RadWaste Monitor Vol. 10 No. 13
Visit Archives | Return to Issue
PDF
RadWaste & Materials Monitor
Article 5 of 8
March 31, 2017

SONGS Settlement Dispute Going to Mediation

By Staff Reports

The parties in the legal battle over the $4.7 billion settlement for the early closure of the San Onofre Nuclear Generating Station in California have selected a mediator as they seek to resolve the case.

The “meet and confer” parties – SONGS’ primary owners Southern California Edison and San Diego Gas & Electric Co. and the host of consumer groups challenging the settlement – are scheduled for a conference call with mediator Layn Phillips next Wednesday, according to a status report filed with the California Public Utilities Commission. That would be followed by in-person meetings on June 15, 16, and 23.

Those sessions would come well after the April 28 deadline CPUC set in December for wrapping up the dispute. The parties expect to request an extension to that deadline, their latest filing says.

Under the 2014 settlement, state ratepayers would be on the hook for $3.3 billion of the $4.7 billion in expenses to close the nuclear plant, which shut down permanently in 2013 after the operators determined that two faulty steam generators – one of which had released a small amount of radiation in January 2012 — were too expensive to fix.

The California Public Utilities Commission in April ordered the sides to reconsider the settlement given the earlier finding that the agreement had been discussed in March 2013 behind closed doors in Warsaw, Poland, by then-CPUC President Michael Peevey and then-SCE executive Stephen Pickett. CPUC has already fined the utility nearly $17 million for failing to promptly report that meeting and other ex-parte communications.

The mediation is intended to resolve a lawsuit, now in the Ninth Circuit Court of Appeals, against the settlement, according to the San Diego Union-Tribune. Both the court and CPUC would have to sign off on any new settlement.

Southern California Edison on Thursday declined to comment on the mediation.

Attorney Michael Aguirre, who took the legal challenge to the federal appeals court, said both sides understand the other’s positions and are wrestling with a means for resolving the dispute. “No matter which side you’re on it’s a gigantic problem you have to find a solution to,” he said by telephone Friday.

Also this week, SONGS’ owners reported an anticipated downsizing in the arbitration award for the Mitsubishi Heavy Industries (MHI) steam generators that led to the plant’s closure.

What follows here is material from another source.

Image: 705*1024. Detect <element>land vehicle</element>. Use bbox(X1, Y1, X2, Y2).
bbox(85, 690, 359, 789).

The International Chamber of Commerce’s International Court of Arbitration in early March ordered MHI to pay $125 million to Southern California Edison, San Diego Gas & Electric, and the city of Riverside. However, that would be offset by $58 million in legal fees the three SONGS owners were directed to pay to MHI. That left a net of nearly $67 million.

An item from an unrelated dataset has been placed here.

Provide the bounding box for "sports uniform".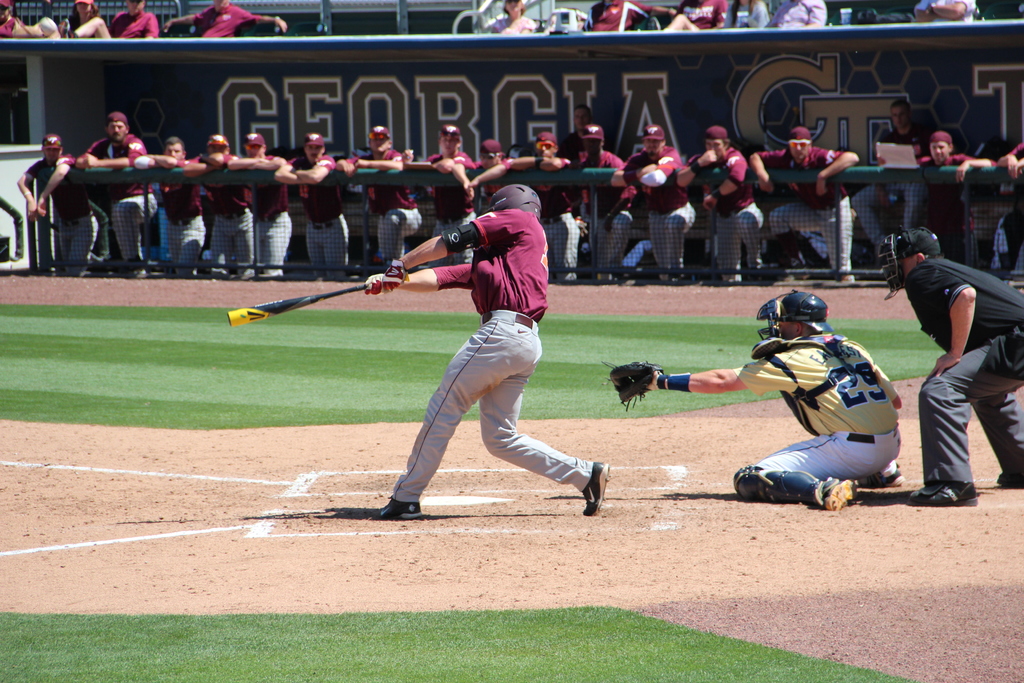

However, MHI intends to ask the arbitration court to correct two “apparent computational errors” in its award that would cut the full amount by $6.6 million, to $60.2 million, according to a filing with CPUC. The SONGS owners have verified the proposed corrections and expect the award amount to be reduced.

Southern California Edison spokeswoman Maureen Brown on Thursday could not say how much of that $60.2 million the utility would collect.

The utility in December announced that a partnership of AECOM and EnergySolutions would be the general contractor for the $4.4 billion SONGS decommissioning. Decontamination and decommissioning is due to start in 2018, with site restoration wrapping up by 2033, according to a 2016 presentation from SCE.

Comments are closed.

Partner Content
Social Feed

NEW: Via public records request, I’ve been able to confirm reporting today that a warrant has been issued for DOE deputy asst. secretary of spent fuel and waste disposition Sam Brinton for another luggage theft, this time at Las Vegas’s Harry Reid airport. (cc: @EMPublications)

DOE spent fuel lead Brinton accused of second luggage theft.



by @BenjaminSWeiss, confirming today's reports with warrant from Las Vegas Metro PD.

Waste has been Emplaced! 🚮

We have finally begun emplacing defense-related transuranic (TRU) waste in Panel 8 of #WIPP.